Crowley stared at the priceless fragment, browned by the centuries and secured between two pieces of three-millimetre glass by Japanese paper tabs and wheat starch paste. The contents of even this small fragment were explosive, and Crowley was in no doubt the scribe had been guided by a very high-ranking Egyptian official, perhaps Ay himself, the grand vizier or prime minister of Egypt when the nine-year-old Tutankhamun had been installed as pharaoh in 1332 BC. Crowley and many professional Egyptologists suspected that Ay might have been responsible for the king’s death at the young age of eighteen.
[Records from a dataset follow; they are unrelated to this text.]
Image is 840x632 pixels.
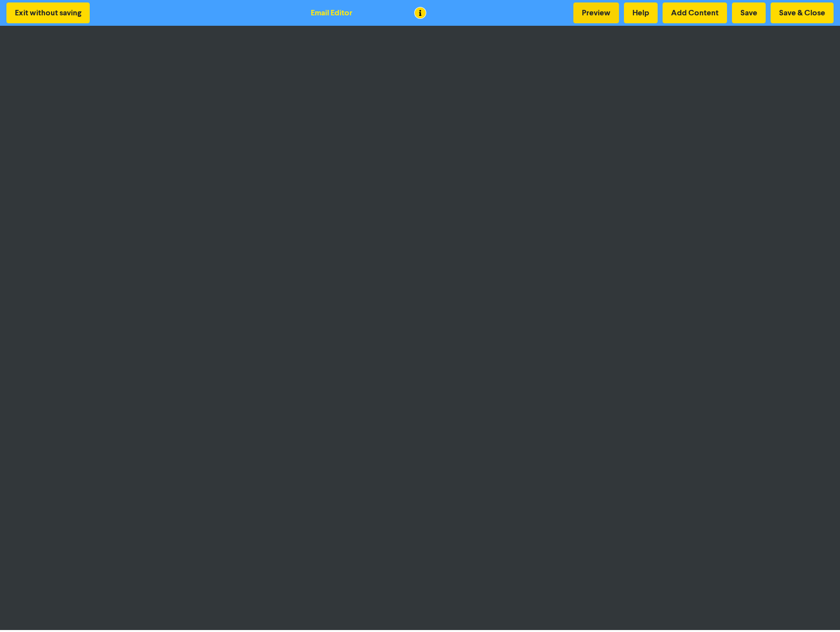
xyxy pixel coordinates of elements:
div: Email Editor [311,7,353,19]
button: Save [732,3,766,23]
button: Help [624,3,658,23]
button: Preview [573,3,619,23]
button: Exit without saving [7,3,90,23]
button: Add Content [663,3,727,23]
button: Save & Close [771,3,833,23]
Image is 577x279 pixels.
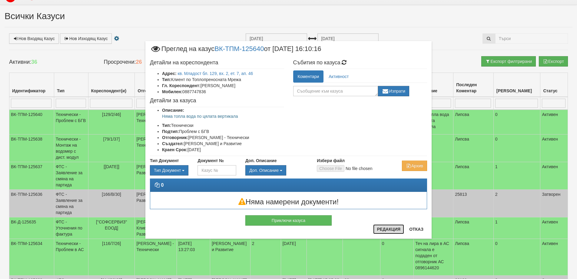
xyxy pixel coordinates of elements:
li: [PERSON_NAME] - Технически [162,134,284,140]
input: Казус № [198,165,236,175]
button: Редакция [373,224,404,234]
b: Създател: [162,141,184,146]
a: ВК-ТПМ-125640 [215,45,264,52]
span: Доп. Описание [249,168,279,172]
button: Тип Документ [150,165,189,175]
b: Адрес: [162,71,177,76]
li: 0887747836 [162,89,284,95]
b: Краен Срок: [162,147,188,152]
b: Тип: [162,77,171,82]
label: Доп. Описание [246,157,277,163]
button: Приключи казуса [246,215,332,225]
strong: 0 [161,182,164,187]
div: Двоен клик, за изчистване на избраната стойност. [246,165,308,175]
span: Преглед на казус от [DATE] 16:10:16 [150,45,321,57]
li: [PERSON_NAME] и Развитие [162,140,284,146]
a: Активност [324,70,353,82]
h4: Детайли на кореспондента [150,60,284,66]
div: Двоен клик, за изчистване на избраната стойност. [150,165,189,175]
button: Архив [402,160,427,171]
button: Доп. Описание [246,165,286,175]
b: Отговорник: [162,135,188,140]
li: Технически [162,122,284,128]
span: Тип Документ [154,168,181,172]
b: Тип: [162,123,171,128]
h4: Събития по казуса [293,60,428,66]
h4: Детайли за казуса [150,98,284,104]
button: Отказ [406,224,427,234]
b: Описание: [162,108,184,112]
p: Няма топла вода по цялата вертикала [162,113,284,119]
b: Гл. Кореспондент: [162,83,201,88]
label: Документ № [198,157,224,163]
li: [DATE] [162,146,284,152]
h3: Няма намерени документи! [150,198,427,206]
b: Мобилен: [162,89,182,94]
a: Коментари [293,70,324,82]
label: Тип Документ [150,157,179,163]
b: Подтип: [162,129,179,134]
li: Клиент по Топлопреносната Мрежа [162,76,284,82]
li: [PERSON_NAME] [162,82,284,89]
a: кв. Младост бл. 129, вх. 2, ет. 7, ап. 46 [178,71,253,76]
label: Избери файл [317,157,345,163]
button: Изпрати [378,86,410,96]
li: Проблем с БГВ [162,128,284,134]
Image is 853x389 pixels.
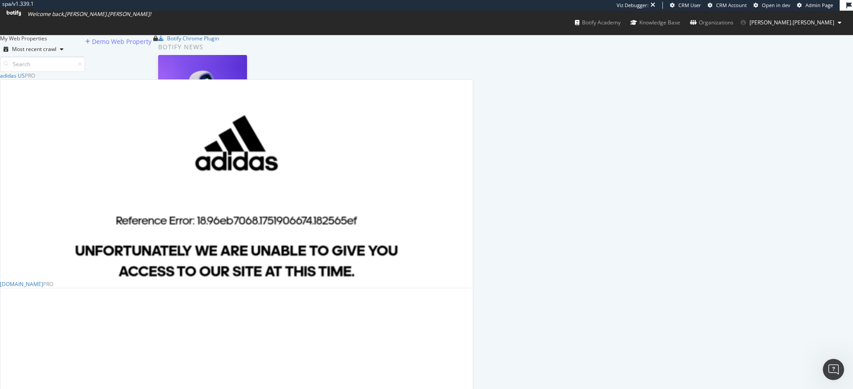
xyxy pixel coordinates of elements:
button: Demo Web Property [85,35,153,49]
span: CRM User [678,2,701,8]
a: CRM Account [707,2,747,9]
iframe: Intercom live chat [823,359,844,381]
div: Knowledge Base [630,18,680,27]
div: Demo Web Property [92,37,151,46]
div: Botify Academy [575,18,620,27]
a: Admin Page [797,2,833,9]
div: Pro [25,72,35,79]
span: dave.coppedge [749,19,834,26]
a: Organizations [690,11,733,35]
div: Most recent crawl [12,47,56,52]
span: Open in dev [762,2,790,8]
a: CRM User [670,2,701,9]
div: Botify Chrome Plugin [167,35,219,42]
div: Pro [43,281,53,288]
a: Open in dev [753,2,790,9]
a: Demo Web Property [85,38,153,45]
a: Knowledge Base [630,11,680,35]
button: [PERSON_NAME].[PERSON_NAME] [733,16,848,30]
span: CRM Account [716,2,747,8]
div: Botify news [158,42,339,52]
a: Botify Academy [575,11,620,35]
div: Organizations [690,18,733,27]
span: Welcome back, [PERSON_NAME].[PERSON_NAME] ! [28,11,151,18]
div: Viz Debugger: [616,2,648,9]
span: Admin Page [805,2,833,8]
a: Botify Chrome Plugin [158,35,219,42]
img: Why You Need an AI Bot Governance Plan (and How to Build One) [158,55,247,115]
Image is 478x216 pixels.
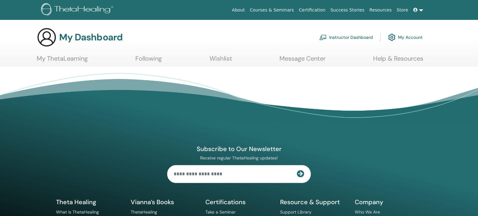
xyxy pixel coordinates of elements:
a: Support Library [280,210,312,215]
h5: Certifications [205,198,273,206]
h5: Vianna’s Books [131,198,198,206]
a: What is ThetaHealing [56,210,99,215]
a: Store [394,4,411,16]
a: Take a Seminar [205,210,236,215]
h5: Theta Healing [56,198,123,206]
a: ThetaHealing [131,210,157,215]
a: Message Center [280,55,326,67]
a: My ThetaLearning [37,55,88,67]
h4: Subscribe to Our Newsletter [167,145,311,153]
a: Resources [367,4,394,16]
a: Wishlist [210,55,232,67]
img: logo.png [41,3,116,17]
img: cog.svg [388,32,396,43]
h5: Company [355,198,422,206]
a: Instructor Dashboard [319,31,373,44]
a: About [229,4,247,16]
a: Following [135,55,162,67]
img: chalkboard-teacher.svg [319,35,327,40]
a: Certification [296,4,328,16]
a: Courses & Seminars [248,4,297,16]
a: Success Stories [328,4,367,16]
h3: My Dashboard [59,32,123,43]
img: generic-user-icon.jpg [37,27,57,47]
h5: Resource & Support [280,198,347,206]
a: Help & Resources [373,55,423,67]
p: Receive regular ThetaHealing updates! [167,155,311,161]
a: Who We Are [355,210,380,215]
a: My Account [388,31,423,44]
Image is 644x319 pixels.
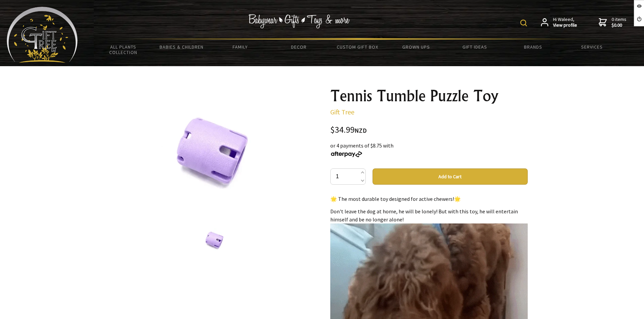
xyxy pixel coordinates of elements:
[331,152,363,157] img: Afterpay
[94,40,152,59] a: All Plants Collection
[328,40,387,54] a: Custom Gift Box
[270,40,328,54] a: Decor
[161,102,270,205] img: Tennis Tumble Puzzle Toy
[612,16,627,28] span: 0 items
[331,141,528,158] div: or 4 payments of $8.75 with
[331,195,528,203] p: 🌟 The most durable toy designed for active chewers!🌟
[331,125,528,135] div: $34.99
[612,22,627,28] strong: $0.00
[504,40,563,54] a: Brands
[387,40,446,54] a: Grown Ups
[541,17,577,28] a: Hi Waleed,View profile
[355,127,367,134] span: NZD
[331,88,528,104] h1: Tennis Tumble Puzzle Toy
[152,40,211,54] a: Babies & Children
[249,14,350,28] img: Babywear - Gifts - Toys & more
[201,228,229,254] img: Tennis Tumble Puzzle Toy
[563,40,621,54] a: Services
[599,17,627,28] a: 0 items$0.00
[553,17,577,28] span: Hi Waleed,
[446,40,504,54] a: Gift Ideas
[520,20,527,27] img: product search
[331,108,354,116] a: Gift Tree
[211,40,270,54] a: Family
[7,7,78,63] img: Babyware - Gifts - Toys and more...
[553,22,577,28] strong: View profile
[373,169,528,185] button: Add to Cart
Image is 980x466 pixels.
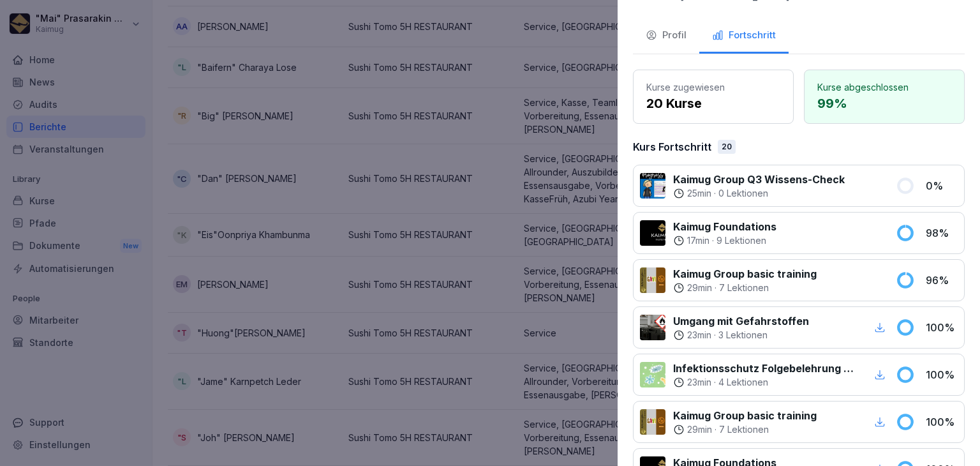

Recent X-rays of Tutankhamun’s mummified body had revealed that the boy king had suffered a massive blow to the back of the head, and it was Ay who had most to gain from the king’s death, succeeding him as the penultimate pharaoh of the eighteenth dynasty of the New Kingdom.

The eons had turned the ancient black ink to grey, but it was still legible, and for the umpteenth time, Crowley wrestled with the translation of the hieroglyphs: pintail ducks and scarab beetles, feathers and claws, interspersed with male and female figures, ropes and bowls, and signs for water. Crowley possessed an intimate knowledge of both the alphabetic elements and the logographic representation of whole words. To the EVRAN CEO, the first words on the Euclid fragment were clear enough.